Monday, February 15, 2010

Products Help Build Brands


A little while ago, I read a great article by Frank Striefler, a principal at Wolff Olins, called 5 Marketing Principles Brands Should Embrace in 2010. And his first principle, Create Better Realities, got me thinking about BrandTags.net.

Striefler noted that to create better realities we need to innovate products to help create real value rather than add to perceived value as products are the most powerful brand-building tool. By innovating products with our brand purpose in mind, we act according to our capabilities, as Striefler mentioned in his 3rd principle, and we either meet or exceed consumer expectations influencing how our brand is perceived in the marketplace!

After reading this, I thought the BrandTags site is a great example of how products shape your external brand perceptions. BrandTags has been able to create comprehensive brand association tag clouds for hundreds of brands by collecting 1.7 million tags and counting!

These brand associations offer us a glimpse of what the market perceptions are for certain brands. All brands, whether consciously influenced by brand strategies or not, have market perceptions tied to them, even if it's a big question mark!

What I've always found interesting about these clouds is that people often associate the brand with the product & founder/leader most prominently, followed by emotional associations. If a brand has done it's job right, these tags will align with the organization's brand purpose (and if you're really good - the organization's internal perceptions will align with the brand purpose as well - but that can't be determined by BrandTags ... yet).

The way I see it, is that the organization's products prove what business the brand is in and how it's trying to accomplish its purpose. A great example is Google, who seems to be a non-stop force of innovation. Currently, they are planning to develop a super-fast broadband connection - 200 times faster that the fastest broadband connection in the US today. This innovation supports and creates further reasons to believe in its brand purpose - to make the world's information universally accessible and useable!

Once consumers engage with an organization's product or service, they begin to form emotional associations with the brand based on if & how their expectations were met (expectations are often created by advertising, messaging and PR). One of my favorite lines in the film Art & Copy was from George Lois, who said something along the lines of, I'm so good at selling products that if your product is crap, I'm going to put you out of business, because no one will buy from you again. Meaning that if your products don't live up to thier promise, you're in trouble!



You can begin to see this with BrandTags. Cirque Du Soleil, whom I've written about before, has incredibly high emotional brand associations, with tags like: amazing, awesome, exciting, weird, unique, etc. This tells me that Cirque Du Soleil delivers on its brand purpose with every experience it creates fostering strongly aligned brand associations. Therefore, brand associations are created through engagement with the organization's products/services - in this case it is performances!


Apple is very similar. First they are strongly aligned with Steven Jobs, the mac, iPhone, iPod and Love, which makes sense knowing the high level of brand affinity felt for Apple. But following the tags based on products and its founder, are the emotions that come from owning or experiencing an Apple product: amazing, awesome, best, clean, cool, creative, design, expensive, hip, innovative, quality, simple, sleek & trendy! I'm sure these were words that even popped into your mind when I first mentioned Apple. This is because Apple consciously innovates products & experiences that only refuel these perfectly aligned perceptions.


But now, lets look at a brand that has done a pitiful job of meeting expectations - GM. A company that has poured billions of dollars into advertising its brands, only to see a resulting brand value of nothing! Clearly their product experiences were not living up to their messaging/promises!

GM's tag cloud is interesting: First some of the largest tags featured were where GM is from (America, Detroit). Then the other most prominent tags were of negative emotions towards the brand (bad, bankrupt, big boring, cheap, crap, dead, dinosaur, junk, old). This clearly indicates that customers were deeply unsatisfied with GM products and they were not innovating to remain relevant to consumers! Lastly, I found the products lists particularly interesting. Unlike Apple, where people thought of their products' brand names as associations, GM had generic labels for its products, such as trucks, cars, motors, with the exception of Chevy. Proving that customers had no meaningful connection with its plethora of products!

So, yes products are the most powerful brand-building tools, as they prove out your brand purpose, and we can look to BrandTags to see if these products are meeting expectations and truly building a strong brand!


Exercise details:
Reproduce the records word for word, apart from the images they contain.

::::::::::

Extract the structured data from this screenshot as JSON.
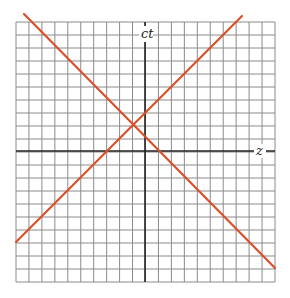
{
  "diagram": {
    "type": "spacetime-diagram",
    "axes": {
      "vertical_label": "ct",
      "horizontal_label": "z"
    },
    "grid": {
      "left": 16,
      "top": 22,
      "right": 275,
      "bottom": 282,
      "columns": 20,
      "rows": 20,
      "line_color": "#8a8a8a",
      "axis_color": "#222222"
    },
    "origin_px": {
      "x": 145,
      "y": 151
    },
    "light_lines": [
      {
        "name": "left-moving-light-ray",
        "x1": 24,
        "y1": 14,
        "x2": 275,
        "y2": 268,
        "color": "#d9502a"
      },
      {
        "name": "right-moving-light-ray",
        "x1": 16,
        "y1": 242,
        "x2": 242,
        "y2": 16,
        "color": "#d9502a"
      }
    ]
  }
}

::::::::::

Response to the exercise:
Extract the structured data from this screenshot as JSON.
{
  "diagram": {
    "type": "spacetime-diagram",
    "axes": {
      "vertical_label": "ct",
      "horizontal_label": "z"
    },
    "grid": {
      "left": 16,
      "top": 22,
      "right": 275,
      "bottom": 282,
      "columns": 20,
      "rows": 20,
      "line_color": "#8a8a8a",
      "axis_color": "#222222"
    },
    "origin_px": {
      "x": 145,
      "y": 151
    },
    "light_lines": [
      {
        "name": "left-moving-light-ray",
        "x1": 24,
        "y1": 14,
        "x2": 275,
        "y2": 268,
        "color": "#d9502a"
      },
      {
        "name": "right-moving-light-ray",
        "x1": 16,
        "y1": 242,
        "x2": 242,
        "y2": 16,
        "color": "#d9502a"
      }
    ]
  }
}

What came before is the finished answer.